Instinct told Jonathan that the purpose of the meeting wasn’t to review Iran’s current status. It had been arranged for another reason. He guessed that it was a payoff. The money and the car in exchange for “Gold.” And “Gold” had to be information. Jinn had nothing else to offer. “You know,” Jonathan said, with an edge.

“If you’re wondering whether I’ve got what you requested, you can rest easy. What choice did you give me?”

Jonathan shot him a sidelong glance. “We all have a job to do.”

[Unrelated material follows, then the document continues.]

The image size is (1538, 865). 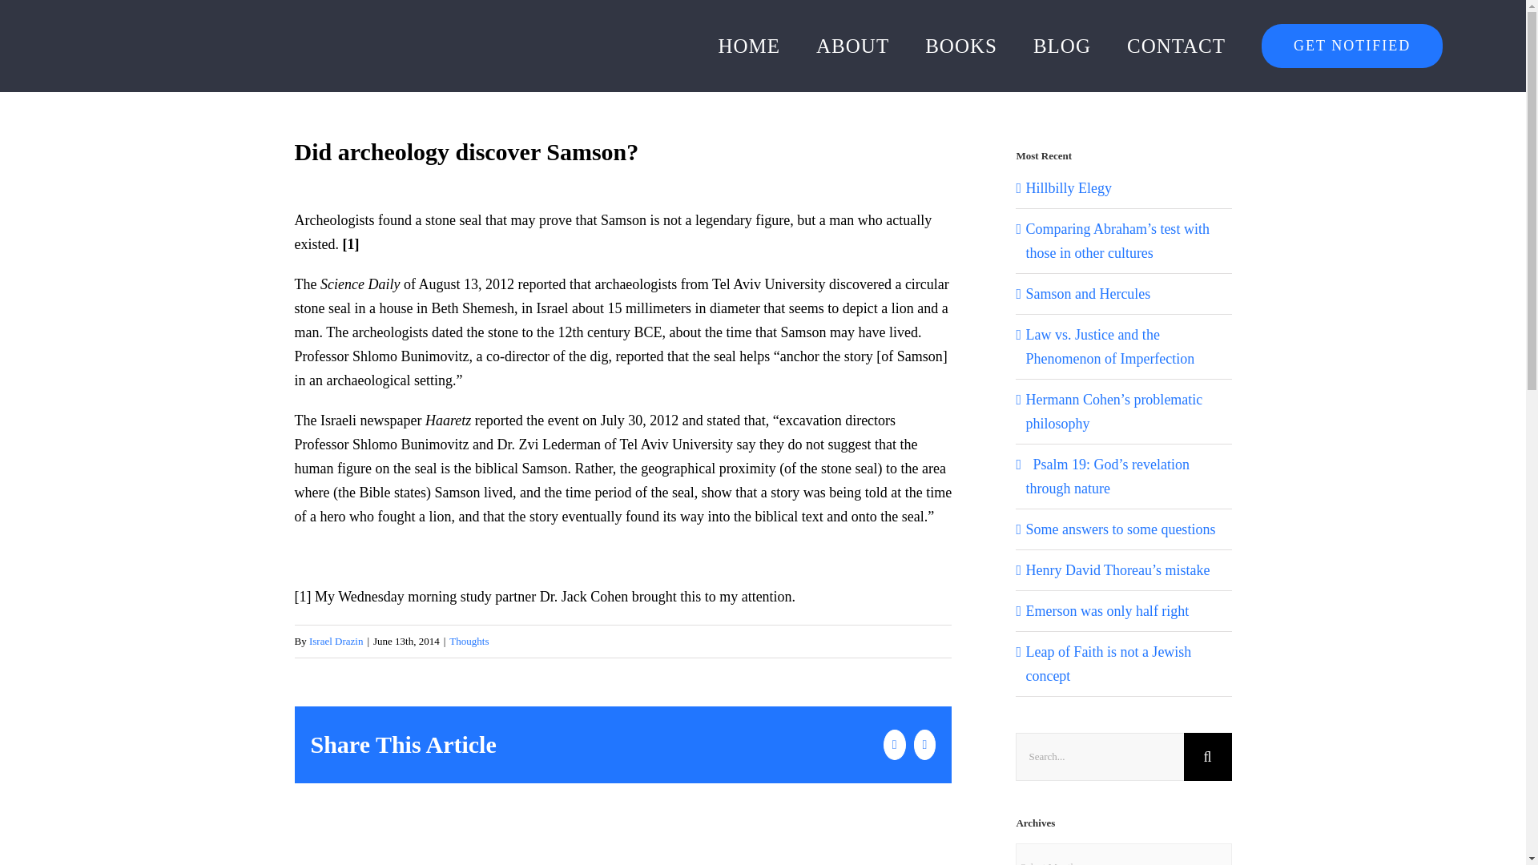 What do you see at coordinates (1176, 46) in the screenshot?
I see `CONTACT` at bounding box center [1176, 46].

Jinn laughed mirthlessly. “Did you know that they make ministers attend the executions of spies? The French call it pour encourager les autres. To encourage the others.” He didn’t wait for an answer. He’d settled into a rhythm and Jonathan was careful not to disturb it. “If you are caught, they begin with your family. They take the youngest first. It’s humane enough, if that’s how you’d describe the firing squad. Pasha is eight. Yasmin will come next. She turned thirteen last week. According to the new law, she must start wearing a chador whenever she is in public. The rage is black silk scarves from Hermès in Paris. Be sure to pass that along to your analysts in Virginia or London or Tel Aviv, or wherever the hell it is you’re from.”

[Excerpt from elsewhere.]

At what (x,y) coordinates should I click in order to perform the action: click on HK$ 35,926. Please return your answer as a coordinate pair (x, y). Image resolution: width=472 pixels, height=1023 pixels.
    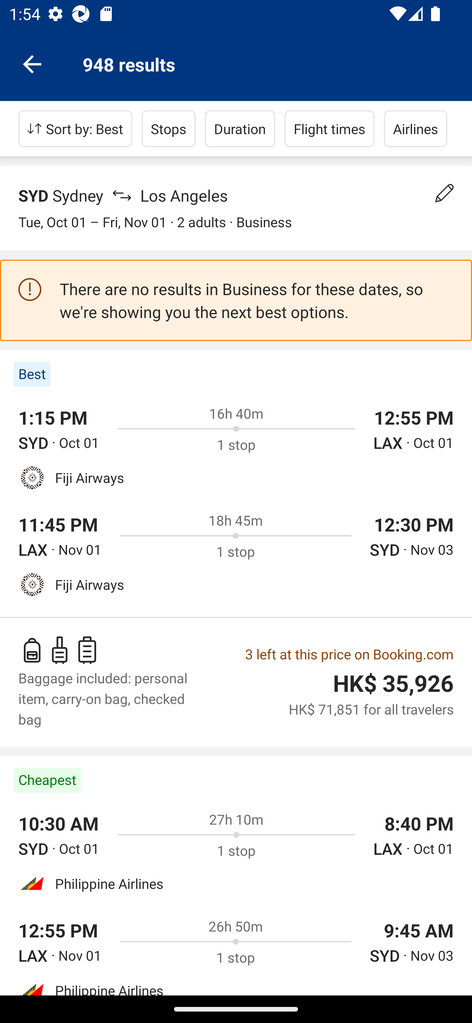
    Looking at the image, I should click on (394, 684).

He rubbed his eyes, a gesture of fatigue that conveyed a weary ease with his situation. “Where did you find her, anyway?” he asked. “Is she the product of some sick school you’ve set up to take advantage of men like me? Is that it?” It was another rhetorical question. Jinn knew all the answers already. He had worked out his situation in excruciating detail and he appeared relieved to be able to share them with another man. “You know the funny part,” he went on, with no smile in sight, “is that, to this day, part of me thinks she cares for me. In spite of it all. In spite of her threats. Do the photos count as blackmail or extortion? Or is it the banking records? All those bribes she insisted I take? Killed climbing, eh? I don’t think anything less could have done the trick.”

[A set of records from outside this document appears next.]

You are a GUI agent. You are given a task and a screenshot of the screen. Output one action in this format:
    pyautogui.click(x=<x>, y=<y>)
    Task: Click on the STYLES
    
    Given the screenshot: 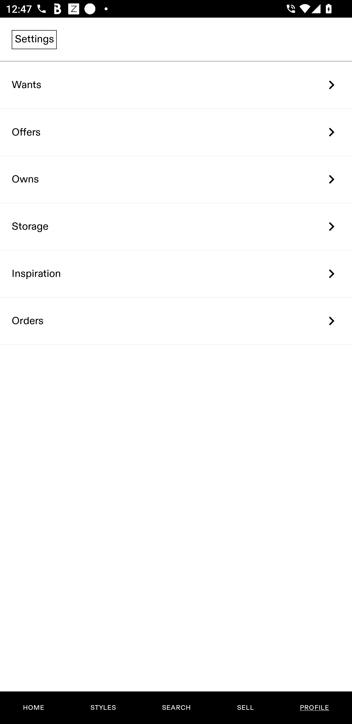 What is the action you would take?
    pyautogui.click(x=103, y=708)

Jonathan had no response. He felt as if Jinn had been speaking for him. The light turned green and he continued along the town’s main artery, called the Promenade, passing a turnoff to the railway station. Jinn appeared to have gotten himself under control. He pulled himself upright in his seat and sat with the posture of the zealot he made himself out to be.

“To matters at hand,” he said. “The money, please, Mr. Kruger.”

Jonathan handed over the envelope. He’d replaced the money he’d spent with funds from his private account. “One hundred thousand Swiss francs.”

“Has the transfer been made to my account in Zurich?”

“Of course,” said Jonathan, though he had no idea what transfer Jinn was talking about.

“The full twenty million?”

“Yes.”

“It’s for my children, you know,” Jinn explained. “I can’t touch it unless I leave the country.”

The Iranian took a flash drive from his breast pocket and set it on the center console. “It’s all there. Location of our rockets. Weaponization plants. Production facilities. A blueprint of our nuclear efforts from A to Z. I know what you’re going to do with it. You made the mistake in Iraq. You won’t repeat it. You have your smoking gun. This time no one can say that you didn’t have a good reason.”

“Our smoking gun?”

“Yes, whoever you are. Americans, French, the British, Israelis, it doesn’t matter. You all want the same thing. War.”

Jonathan had read enough about Jinn in the papers to piece together an idea of how his recruitment must have unfolded. It had started during one of Jinn’s trips to the West. As a low-ranking official in the Ministry of Technology, it was his job to meet with businessmen eager to establish commercial relations with Iran. Had the first meeting been in Beirut or Geneva? Or somewhere else Jonathan had yet to learn about? It didn’t matter. It must have been just a hint at first. A discreet remark passed along during the course of an encounter. For a price, ZIAG could arrange for the export of certain “controlled technologies.” Of course, it was Eva who’d brought it up. The lure must have been irresistible to a man like Jinn. He would have seen the possibilities from the start. A chance to rise within the ranks. To become a patriot on the level of A.Q. Khan, the Pakistani engineer who had given his country the bomb. A national hero even. All combined with the attentions of a woman unlike any he’d ever met. He’d jumped at her offer.